The trick at play in Alcova is that all of this contextual information—the memory of Macao, the intricacies of Milan’s urban changes, the dire poverty of so many of its inhabitants—are lost on the vast majority of visitors and, perhaps, on the exhibiting designers too. As Tozzi explains, Sala and his administration have made it clear that their vision for Milan’s future favors a transient (and non-voting) population—tourists, remote workers, wealthy students—over long-time residents. The Design Week provides just that.

Like past events, this year independent art and design practitioners in Milan will gain nothing from Alcova and the 800 other temporary events, though of course for a week some will be able to partake in the spotlight. But for the other 51 weeks, they are facing high studio costs, underpaid commissions, the utter lack of grants (private or public), and no institutional support.

The back side of Macao, Milan. April 2023.

Expecting the Design Week apparatus to change is unlikely, since it plays a major role in contemporary Milan’s success. A more intriguing suggestion comes from the Macao collective: “Let us promote the practice of squatting as one of the political tools of bottom-up reappropriation, in order to bring to light issues of public interest that are otherwise obscured. Occupying is a healthy action, which everyone should try at least once in their lifetime.”

Andrea Bagnato is a writer and researcher based in Milan working at the intersection of urban history and political ecology. He has coedited the books A Moving Border: Alpine Cartographies of Climate Change (Columbia Books on Architecture and the City, 2019) and Rights of Future Generations (Hatje Cantz, 2022), and co-curated the exhibition Vulnerable Beings (La Casa Encendida, 2022).  His monograph Terra Infecta is forthcoming in 2024.

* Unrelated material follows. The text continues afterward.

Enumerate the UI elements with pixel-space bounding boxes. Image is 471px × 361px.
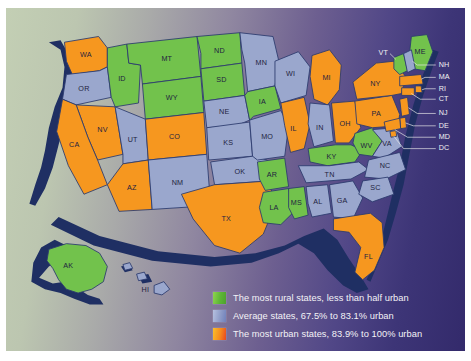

Photography provided by the author.

Editor’s Note: Alcova organizers Joseph Grima and Valentina Ciuffi responded to this piece on April 24. Read their text here.

Upon publication of the response, Andrea Bagnato provided the following clarification:

The published version of this article did not mention that the Aria masterplan for Milan’s former abattoir includes 1,200 units of privately built affordable housing. Under this scheme, rents and conditions are not set by law but determined on a case-by-case basis in deals made between the city administration and private investors; such agreements are kept confidential, which makes making any oversight impossible. Developers have a lot to gain, since—thanks to a provision in Italian law—they pay no tax on this type of profit. 
As many observers have documented for a decade, private “social housing” was devised not to augment, but to replace the public housing stock. While Aria is moving forward, public housing in Milan exists in a condition of “managed decline” (12,000 units), sold off on the model of Thatcher’s right-to-buy (33,000 units over the past two decades), or torn down altogether. 
The goal appears to be the privatization of the right to housing by letting globalized finance take over what used to be a public good. The result is that poorer public-housing tenants are ejected from the city and replaced by the middle classes who—no longer able to afford market values—take up “social housing” units. Needless to say, this has a spiraling effect on the crisis. 
Yet at last, the problems with relying on financial capital are starting to show, even if they weren’t appropriately acknowledged by Alcova’s founders. In 2021, two “social housing” developments went bust before construction started, and hundreds of families lost their down payments. And, less than two weeks ago, the daily La Repubblica reported that real-estate investors are starting to pull out, since increased interest rates are threatening their profit margins. Milan’s citizens are thus shortchanged twice—public assets are sold off, and there is no “social housing” created to make up for the deficit.